In response to journalists’ questions about the Russian state’s relationship to the repentance initiative, Andrey Smirnov expressed hope that “the state will also wish to take part.”
According to Oleg Scherbachov, state authorities might take part by “changing the appellations of streets and metro stations which are currently named for executioners”, thereby carrying out at least a “minor decommunization” of the era, and by allowing memorials to be erected to various activist within the White Movement. He recalled the recent court decision to disallow the erection of a monument to Admiral Kolchak in St. Petersburg on the basis that Kolchak was a “war criminal”. “The state must also take steps toward reconciliation,” said Oleg Scherbachov.
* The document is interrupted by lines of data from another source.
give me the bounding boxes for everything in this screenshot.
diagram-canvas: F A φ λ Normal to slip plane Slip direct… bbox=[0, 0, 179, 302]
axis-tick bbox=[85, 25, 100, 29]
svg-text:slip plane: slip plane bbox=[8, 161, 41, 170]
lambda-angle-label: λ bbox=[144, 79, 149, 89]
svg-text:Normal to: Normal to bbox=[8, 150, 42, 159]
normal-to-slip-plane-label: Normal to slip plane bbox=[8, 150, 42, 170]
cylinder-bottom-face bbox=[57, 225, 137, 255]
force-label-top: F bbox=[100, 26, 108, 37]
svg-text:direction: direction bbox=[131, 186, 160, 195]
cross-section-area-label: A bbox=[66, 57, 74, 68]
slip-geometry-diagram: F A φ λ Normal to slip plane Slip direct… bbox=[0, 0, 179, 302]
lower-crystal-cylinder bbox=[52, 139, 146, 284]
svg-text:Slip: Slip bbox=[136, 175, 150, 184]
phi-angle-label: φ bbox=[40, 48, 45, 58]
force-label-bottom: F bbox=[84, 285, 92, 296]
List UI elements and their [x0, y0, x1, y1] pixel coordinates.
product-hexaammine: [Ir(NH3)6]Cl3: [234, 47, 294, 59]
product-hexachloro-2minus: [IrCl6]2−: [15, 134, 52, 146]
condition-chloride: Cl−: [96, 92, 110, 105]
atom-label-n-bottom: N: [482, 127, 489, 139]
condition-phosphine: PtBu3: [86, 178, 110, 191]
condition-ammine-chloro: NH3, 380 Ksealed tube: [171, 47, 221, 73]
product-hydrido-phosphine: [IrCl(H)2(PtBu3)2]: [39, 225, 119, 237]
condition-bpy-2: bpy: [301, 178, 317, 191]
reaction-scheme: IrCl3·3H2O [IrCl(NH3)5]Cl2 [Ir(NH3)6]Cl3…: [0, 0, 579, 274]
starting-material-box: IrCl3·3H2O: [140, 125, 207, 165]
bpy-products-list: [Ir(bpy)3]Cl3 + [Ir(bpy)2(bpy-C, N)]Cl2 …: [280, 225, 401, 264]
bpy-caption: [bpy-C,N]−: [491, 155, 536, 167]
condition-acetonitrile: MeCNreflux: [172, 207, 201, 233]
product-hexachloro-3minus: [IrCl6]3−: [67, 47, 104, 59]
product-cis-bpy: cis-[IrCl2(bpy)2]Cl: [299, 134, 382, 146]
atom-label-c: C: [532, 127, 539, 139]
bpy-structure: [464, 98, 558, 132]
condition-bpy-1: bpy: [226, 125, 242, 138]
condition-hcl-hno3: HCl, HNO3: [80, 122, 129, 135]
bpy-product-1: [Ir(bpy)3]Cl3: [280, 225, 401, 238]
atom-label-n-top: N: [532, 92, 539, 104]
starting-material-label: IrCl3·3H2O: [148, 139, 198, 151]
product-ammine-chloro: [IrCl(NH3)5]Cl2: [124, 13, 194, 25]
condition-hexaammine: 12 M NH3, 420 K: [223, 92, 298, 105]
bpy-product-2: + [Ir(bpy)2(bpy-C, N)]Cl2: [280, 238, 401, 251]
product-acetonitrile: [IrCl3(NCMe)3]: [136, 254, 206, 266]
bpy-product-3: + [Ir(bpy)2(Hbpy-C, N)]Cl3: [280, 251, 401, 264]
Some time earlier at the Cathedral of Christ the Saviour in Moscow, Patriarch Kirill declared in a sermon, that “the Revolution was a great crime,” which lead to a great deal of innocent blood letting and grief, and that “God’s judgement for the bloody events of 1917 has already been felt in the history of our people.” The chief pastor of the ROC appealed to his flock with a question: “But how have we borne the punishment for these events? What have we truly taken upon ourselves?... That which is just in relation to our personal lives is also just in relation to the life of our people as a whole.”
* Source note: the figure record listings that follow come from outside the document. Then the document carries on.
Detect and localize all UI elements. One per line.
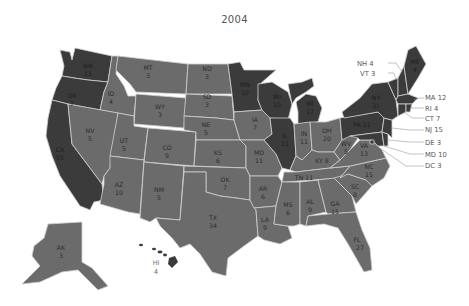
label-PA: PA 21 — [353, 121, 370, 128]
state-MI[interactable] — [288, 78, 322, 124]
callout-MA: MA 12 — [425, 94, 446, 102]
callout-DC: DC 3 — [425, 162, 441, 170]
label-NC: NC15 — [365, 163, 374, 178]
label-TX: TX34 — [208, 214, 218, 229]
callout-NJ: NJ 15 — [425, 126, 443, 134]
leader-MD — [384, 146, 424, 154]
label-OH: OH20 — [322, 127, 332, 142]
leader-NH — [388, 63, 402, 72]
callout-NH: NH 4 — [357, 60, 374, 68]
label-HI: HI4 — [153, 259, 160, 276]
callout-DE: DE 3 — [425, 139, 441, 147]
leader-NJ — [392, 128, 424, 130]
leader-CT — [404, 112, 424, 118]
callout-VT: VT 3 — [360, 70, 375, 78]
label-MO: MO11 — [254, 149, 264, 164]
callout-MD: MD 10 — [425, 151, 447, 159]
leader-DE — [388, 140, 424, 142]
label-TN: TN 11 — [294, 174, 313, 181]
label-GA: GA15 — [330, 200, 340, 215]
label-KY: KY 8 — [315, 157, 329, 164]
label-NY: NY31 — [372, 94, 381, 109]
label-MI: MI17 — [306, 100, 314, 115]
label-CA: CA55 — [56, 146, 65, 161]
state-MT[interactable] — [116, 56, 188, 94]
state-MA[interactable] — [396, 94, 418, 104]
state-CT[interactable] — [398, 104, 406, 116]
label-MN: MN10 — [240, 81, 250, 96]
callout-CT: CT 7 — [425, 115, 440, 123]
label-WI: WI10 — [273, 93, 281, 108]
state-DC[interactable] — [370, 140, 374, 144]
label-VA: VA13 — [360, 142, 369, 157]
state-AK[interactable] — [22, 222, 108, 290]
label-IN: IN11 — [300, 130, 308, 145]
us-electoral-map: WA11 OR7 CA55 ID4 NV5 MT3 WY3 UT5 CO9 AZ… — [0, 0, 469, 306]
callout-RI: RI 4 — [425, 105, 438, 113]
state-FL[interactable] — [306, 212, 372, 272]
label-AZ: AZ10 — [115, 181, 123, 196]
In answering the questions as to why the organizers of the “Call to Repentance” associate the question of repentance with the past rather than the present, Fr. Georgy said that is impossible to stand against people’s relationship to evil in either the past of the present. “If people find it difficult to repent for bygone things that we can look on through the lens of history, than all the more will they find it difficult to speak about today, where we encounter a mixture of good and evil,” he said. In Fr. Georgy’s opinion, “those who can first soberly look at their own past, which we have not yet adequately evaluated, are best able to evaluate both the present and the future.”
Those who participated in the press conference also recently presented a Collection of Prayers for Russia, which were written by saints of the Russian Orthodox Church – outstanding personalities within the church and society, including Alexander Solzhenitsyn, and other contemporary Orthodox Christians.
This collection of historical and contemporary prayers “helps us to see that the tradition of collective repentance of a nation or people group has a strong historical precedent, which we should become familiar with and value,” said Fr. Georgy, presenting the book, which was published with the help of representatives of the first wave of Russian emigration to Paris.
“Calling our Nation to Repentance: Those who have hope” is a non-political initiative of Orthodox Christians, supported by:
- Producer Andrey Smirnov,
- Historian and Telejournalist Nikolay Svanidze,
- Author, translator, former GULAG inmate Nikita Krivoshein, grandson of Alexander Vasilevich Krivoshein, who was Manager-in-charge of land use (1908-1915) and Chairman of the Government of the South of Russia,
- Dmitry Aleshkovskij, Chairman of the Charitable Fund “Nuzhna Pomoschj”,
- Poet Olga Sedakova, and others.
There have already been several events within the framework of the “Calling our Nation to Repentance” initiative, including:
- “Febrauray 1917” – a contemplative concert, which took place at the ZIL Cultural Centre in Moscow,
- “He who has a heart should hear, time…” – a contemplative concert at the Lendok Centre, in St. Petersburg,
- “A Prayer of Memory” – a reading of the names of many who suffered repression in Soviet times in dozens of cities across Russia.
“The 1917 Speakers Bureau” is also active in various cities across, dedicated to understanding what happened at the time of the Revolution.
Flashmobs dedicated to freeing the nation from Soviet symbolism – primarily statues of Lenin – are also being organized online (флэшмоб #НамНужноРасстаться).